**Supplied information:**

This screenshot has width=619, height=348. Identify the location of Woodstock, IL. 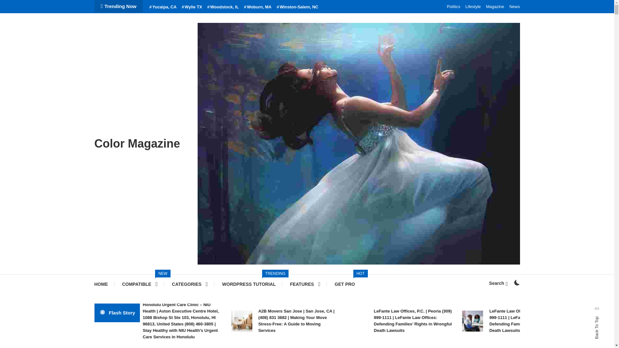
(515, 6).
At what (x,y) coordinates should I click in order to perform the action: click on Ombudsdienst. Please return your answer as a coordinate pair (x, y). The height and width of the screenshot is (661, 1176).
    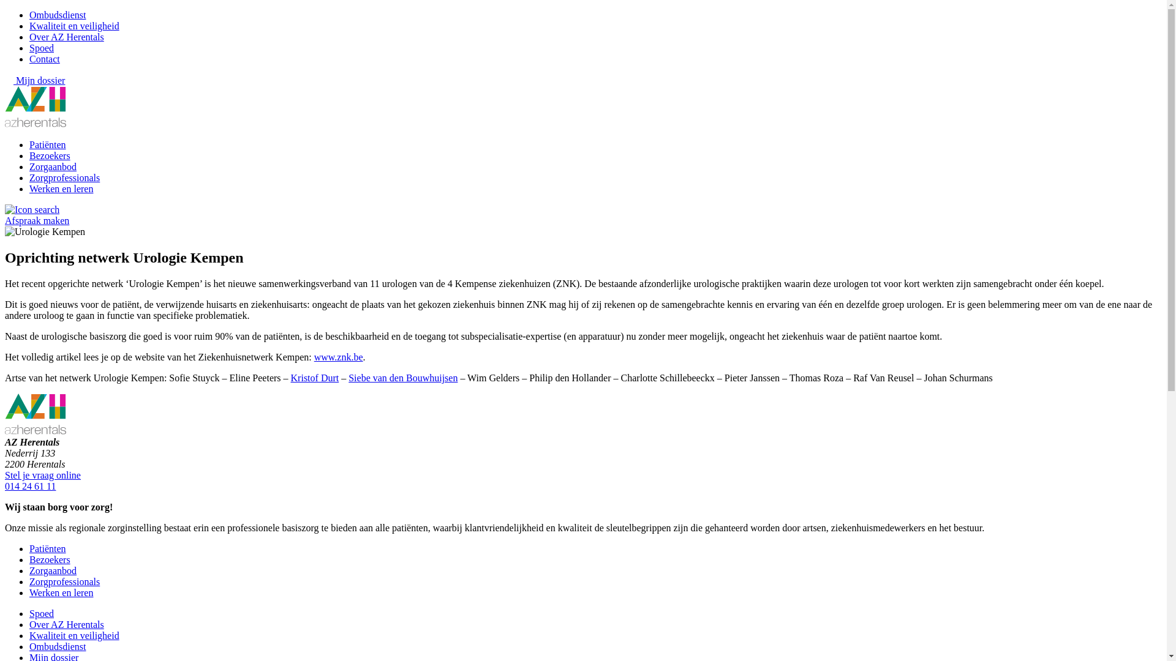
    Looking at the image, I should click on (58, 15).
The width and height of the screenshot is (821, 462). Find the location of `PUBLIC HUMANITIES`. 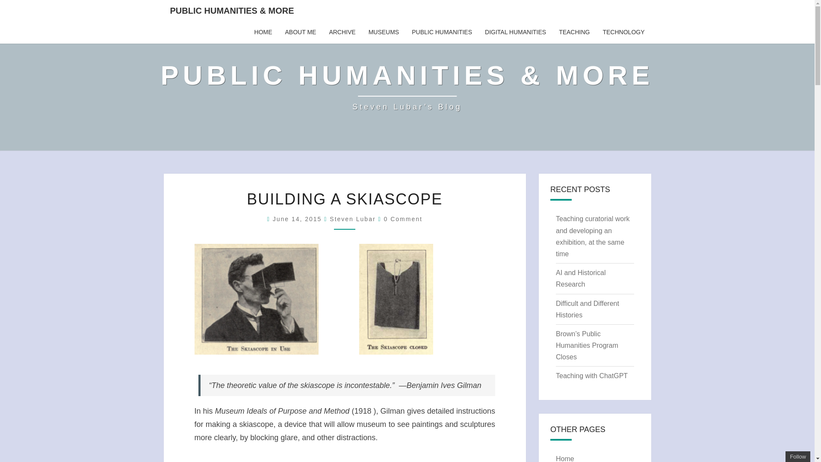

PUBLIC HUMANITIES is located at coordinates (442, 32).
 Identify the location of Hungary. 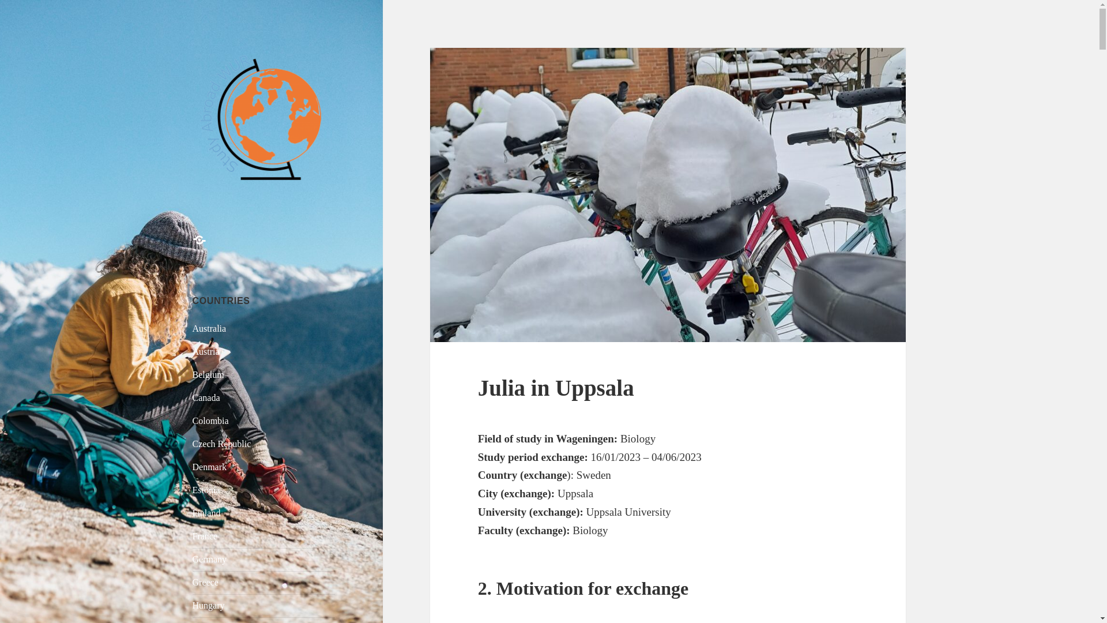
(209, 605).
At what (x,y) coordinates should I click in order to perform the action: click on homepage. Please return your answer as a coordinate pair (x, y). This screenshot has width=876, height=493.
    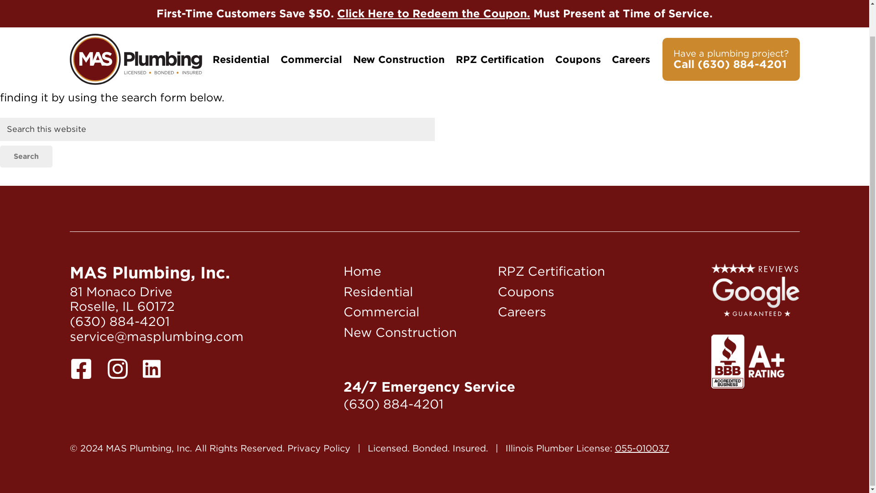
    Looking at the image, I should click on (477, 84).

**Problem:** Please repeat the listing above word for word, with the pictures removed.

**Exercise output:**
This screenshot has width=619, height=348. Identify the location of Woodstock, IL. 
(515, 6).
At what (x,y) coordinates should I click in order to perform the action: click on Ombudsdienst. Please return your answer as a coordinate pair (x, y). The height and width of the screenshot is (661, 1176).
    Looking at the image, I should click on (58, 15).
The width and height of the screenshot is (821, 462). Find the location of `PUBLIC HUMANITIES`. 

PUBLIC HUMANITIES is located at coordinates (442, 32).
 Identify the location of Hungary. 
(209, 605).
At what (x,y) coordinates should I click in order to perform the action: click on homepage. Please return your answer as a coordinate pair (x, y). This screenshot has width=876, height=493.
    Looking at the image, I should click on (477, 84).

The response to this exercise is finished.